Product Overview
- New introductions commissioned from today's top writers and scholars
- Biographies of the authors
- Chronologies of contemporary historical, biographical, and cultural events
- Footnotes and endnotes
- Selective discussions of imitations, parodies, poems, books, plays, paintings, operas, statuary, and films inspired by the work
- Comments by other famous authors
- Study questions to challenge the reader's viewpoints and expectations
- Bibliographies for further reading
- Indices & Glossaries, when appropriate
A wonderfully entertaining coming-of-age story, Northanger Abbey is often referred to as Jane Austens Gothic parody. Decrepit castles, locked rooms, mysterious chests, cryptic notes, and tyrannical fathers give the story an uncanny air, but one with a decidedly satirical twist.
The storys unlikely heroine is Catherine Morland, a remarkably innocent seventeen-year-old woman from a country parsonage. While spending a few weeks in Bath with a family friend, Catherine meets and falls in love with Henry Tilney, who invites her to visit his family estate, Northanger Abbey. Once there, Catherine, a great reader of Gothic thrillers, lets the shadowy atmosphere of the old mansion fill her mind with terrible suspicions. What is the mystery surrounding the death of Henrys mother? Is the family concealing a terrible secret within the elegant rooms of the Abbey? Can she trust Henry, or is he part of an evil conspiracy? Catherine finds dreadful portents in the most prosaic events, until Henry persuades her to see the peril in confusing life with art.
Executed with high-spirited gusto, Northanger Abbey is the most lighthearted of Jane Austens novels, yet at its core this delightful novel is a serious, unsentimental commentary on love and marriage.
Alfred Mac Adam teaches literature at Barnard CollegeColumbia University. He is a translator and art critic.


◆ **What to produce**: Would you please restate the data exactly as it stands, apart from the pictures?

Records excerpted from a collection

↓

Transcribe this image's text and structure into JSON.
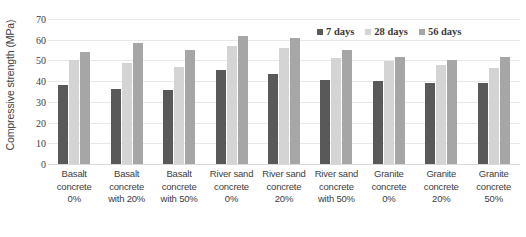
{
  "chart_data": {
    "type": "bar",
    "title": "",
    "xlabel": "",
    "ylabel": "Compressive strength (MPa)",
    "ylim": [
      0,
      70
    ],
    "yticks": [
      70,
      60,
      50,
      40,
      30,
      20,
      10,
      0
    ],
    "grid": true,
    "legend_position": "top-right",
    "categories": [
      "Basalt concrete 0%",
      "Basalt concrete with 20%",
      "Basalt concrete with 50%",
      "River sand concrete 0%",
      "River sand concrete 20%",
      "River sand concrete with 50%",
      "Granite concrete 0%",
      "Granite concrete 20%",
      "Granite concrete 50%"
    ],
    "category_lines": [
      [
        "Basalt",
        "concrete",
        "0%"
      ],
      [
        "Basalt",
        "concrete",
        "with 20%"
      ],
      [
        "Basalt",
        "concrete",
        "with 50%"
      ],
      [
        "River sand",
        "concrete",
        "0%"
      ],
      [
        "River sand",
        "concrete",
        "20%"
      ],
      [
        "River sand",
        "concrete",
        "with 50%"
      ],
      [
        "Granite",
        "concrete",
        "0%"
      ],
      [
        "Granite",
        "concrete",
        "20%"
      ],
      [
        "Granite",
        "concrete",
        "50%"
      ]
    ],
    "series": [
      {
        "name": "7 days",
        "color": "#595959",
        "values": [
          38,
          36,
          35.5,
          45.5,
          43.5,
          40.5,
          40,
          39,
          39
        ]
      },
      {
        "name": "28 days",
        "color": "#d4d4d4",
        "values": [
          50,
          49,
          47,
          57,
          56,
          51,
          49.5,
          48,
          46.5
        ]
      },
      {
        "name": "56 days",
        "color": "#a6a6a6",
        "values": [
          54,
          58.5,
          55,
          62,
          61,
          55,
          51.5,
          50,
          51.5
        ]
      }
    ]
  }
}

↑

◆ **Solution to this task**:
Transcribe this image's text and structure into JSON.
{
  "chart_data": {
    "type": "bar",
    "title": "",
    "xlabel": "",
    "ylabel": "Compressive strength (MPa)",
    "ylim": [
      0,
      70
    ],
    "yticks": [
      70,
      60,
      50,
      40,
      30,
      20,
      10,
      0
    ],
    "grid": true,
    "legend_position": "top-right",
    "categories": [
      "Basalt concrete 0%",
      "Basalt concrete with 20%",
      "Basalt concrete with 50%",
      "River sand concrete 0%",
      "River sand concrete 20%",
      "River sand concrete with 50%",
      "Granite concrete 0%",
      "Granite concrete 20%",
      "Granite concrete 50%"
    ],
    "category_lines": [
      [
        "Basalt",
        "concrete",
        "0%"
      ],
      [
        "Basalt",
        "concrete",
        "with 20%"
      ],
      [
        "Basalt",
        "concrete",
        "with 50%"
      ],
      [
        "River sand",
        "concrete",
        "0%"
      ],
      [
        "River sand",
        "concrete",
        "20%"
      ],
      [
        "River sand",
        "concrete",
        "with 50%"
      ],
      [
        "Granite",
        "concrete",
        "0%"
      ],
      [
        "Granite",
        "concrete",
        "20%"
      ],
      [
        "Granite",
        "concrete",
        "50%"
      ]
    ],
    "series": [
      {
        "name": "7 days",
        "color": "#595959",
        "values": [
          38,
          36,
          35.5,
          45.5,
          43.5,
          40.5,
          40,
          39,
          39
        ]
      },
      {
        "name": "28 days",
        "color": "#d4d4d4",
        "values": [
          50,
          49,
          47,
          57,
          56,
          51,
          49.5,
          48,
          46.5
        ]
      },
      {
        "name": "56 days",
        "color": "#a6a6a6",
        "values": [
          54,
          58.5,
          55,
          62,
          61,
          55,
          51.5,
          50,
          51.5
        ]
      }
    ]
  }
}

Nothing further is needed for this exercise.